Sanctions on track, despite (and thanks to) Iran NIE
Dec 7th, 2007 by MESH
From Matthew Levitt
Conventional wisdom, if one reads the daily papers and the unnamed European officials quoted therein, is that a third UN Security Resolution targeting Iran is now highly unlikely in wake of the release of the National Intelligence Estimate (NIE) on Iran’s nuclear intentions and capabilities. The assessment opened with the zinger that Tehran halted its nuclear weapons program in the fall of 2003. This was indeed startling, especially since it came just two days after officials announced in Paris that China signed on to a third UN resolution and that a text was being negotiated targeting Iranian banks.
But don’t be confused by the ruminations of the fourth estate. In fact, the NIE has not undermined the newfound international consensus that another UN resolution targeting Iran is needed. Indeed, it was also this week that news broke of Chinese banks refusing Iranian clients lines of credit, in line with the recent finding of the Financial Action Task Force (FATF) that Iran’s lack of a comprehensive regime to prevent money laundering and terrorism financing “represents a significant vulnerability within the international financial system.” (FATF is an intergovernmental body that works by consensus and includes China and Russia).
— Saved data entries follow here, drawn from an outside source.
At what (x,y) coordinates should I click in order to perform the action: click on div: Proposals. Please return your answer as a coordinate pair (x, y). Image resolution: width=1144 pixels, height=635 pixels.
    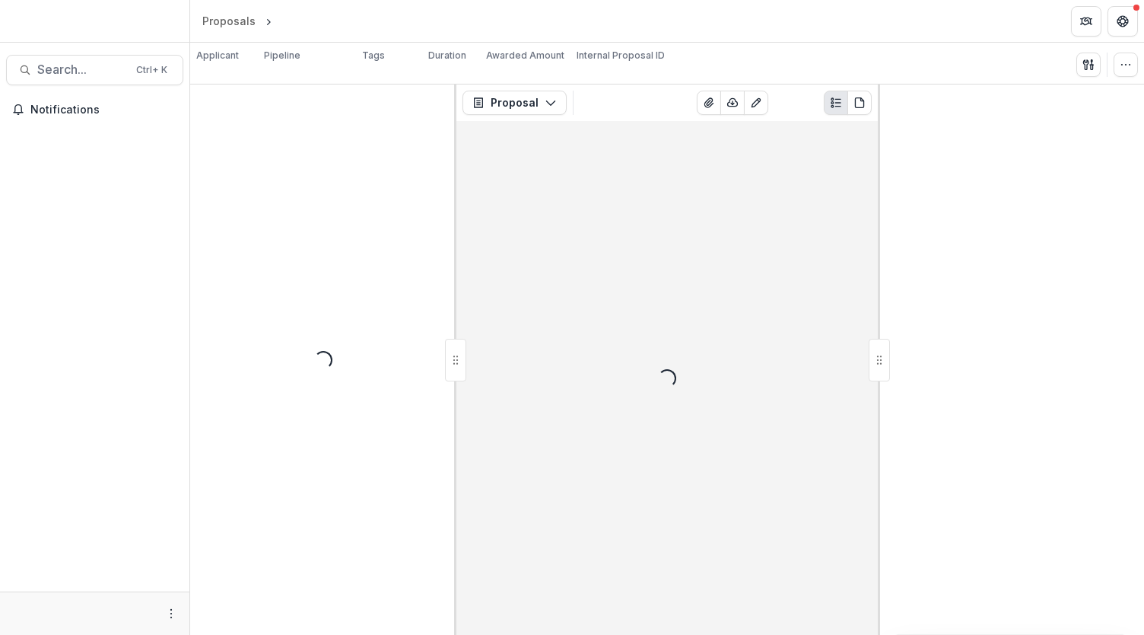
    Looking at the image, I should click on (229, 21).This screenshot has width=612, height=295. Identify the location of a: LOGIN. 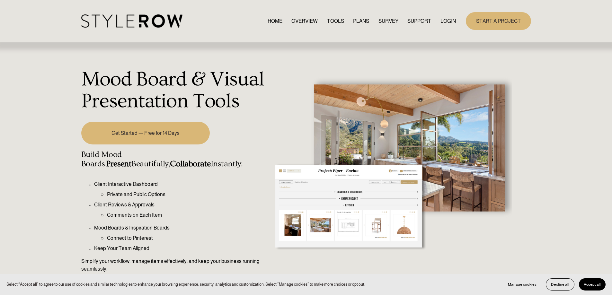
(448, 21).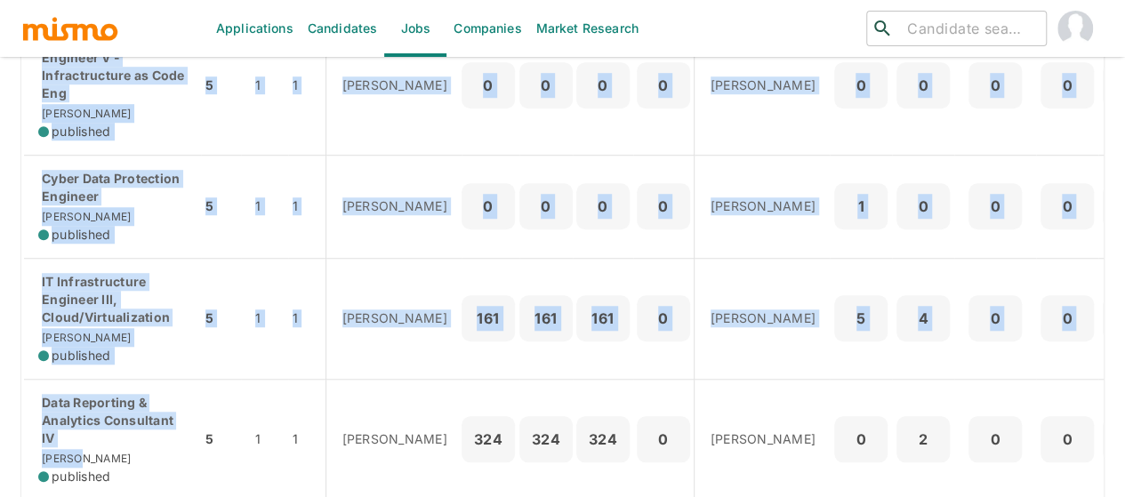 The width and height of the screenshot is (1125, 497). What do you see at coordinates (970, 28) in the screenshot?
I see `input: Candidate search` at bounding box center [970, 28]. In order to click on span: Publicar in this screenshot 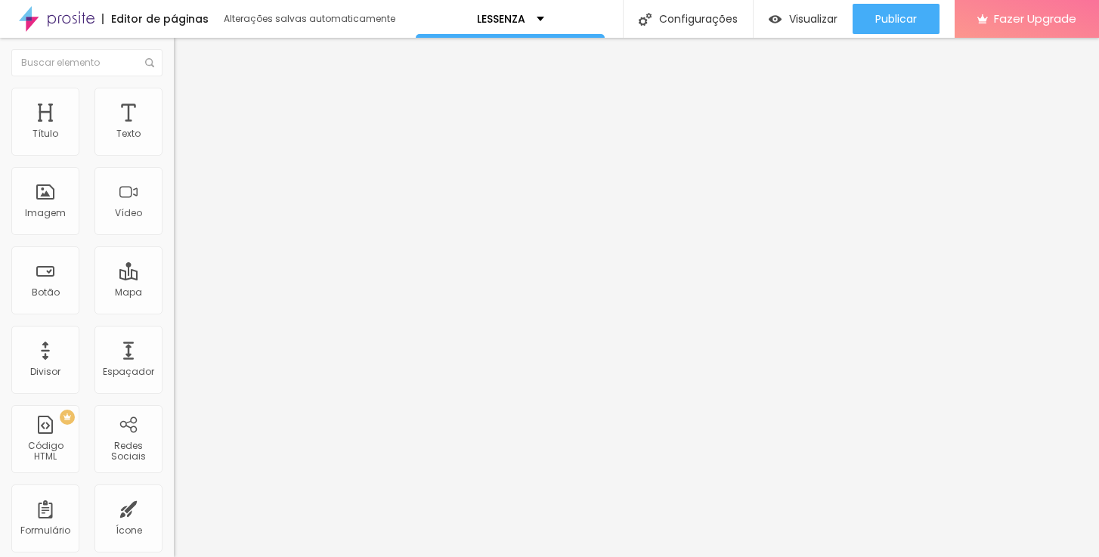, I will do `click(896, 19)`.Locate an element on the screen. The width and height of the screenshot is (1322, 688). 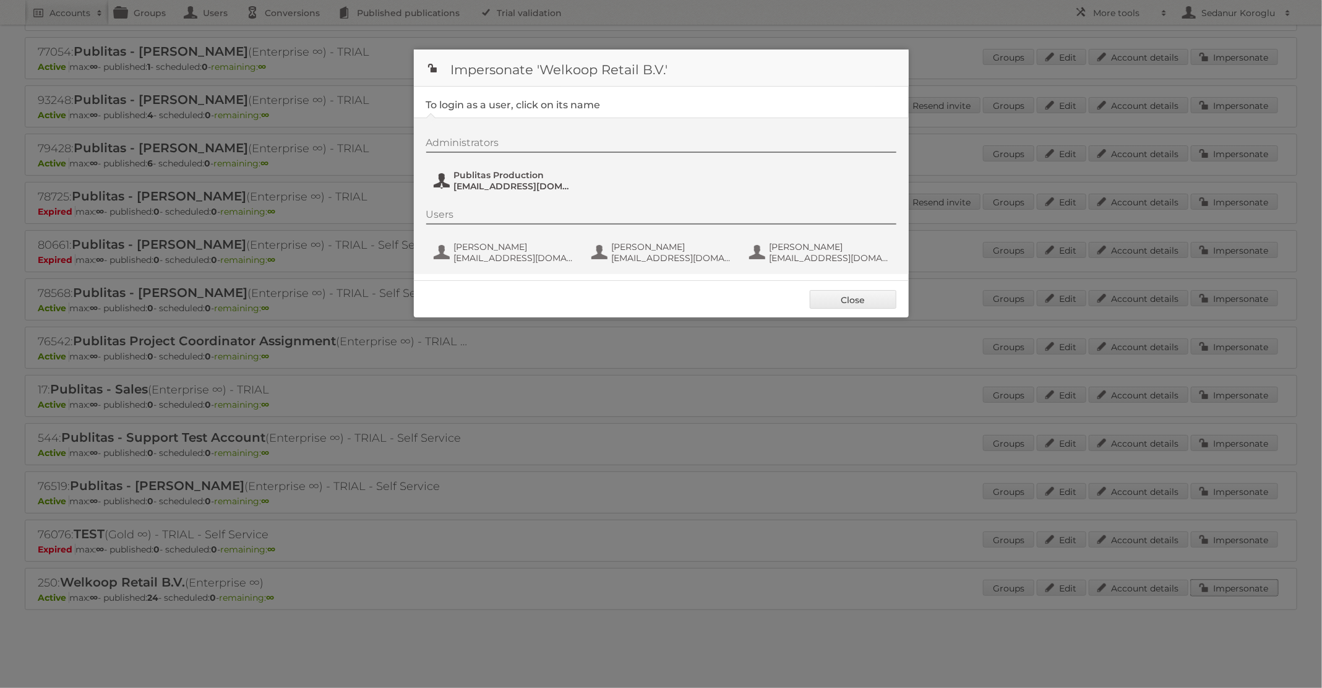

To be sure, there is much to discuss and debate about the NIE. But on the issue that serves as the threshold of the UN sanctions quesiton the report is clear: even if it was suspended in 2003, Iran did have a clandestine nuclear weapons program that it has yet to fully disclose. For the parties involved in shaping the next package of political and economic sanctions, that is the key. These diplomats must also be pleased with the estimate’s other—though less publicized—major finding: that the tool most likely to alter Iran’s nuclear calculus is targeted political and economic pressure, not military action.
(Editor: More from Matthew Levitt on Iran sanctions here, here, and here.)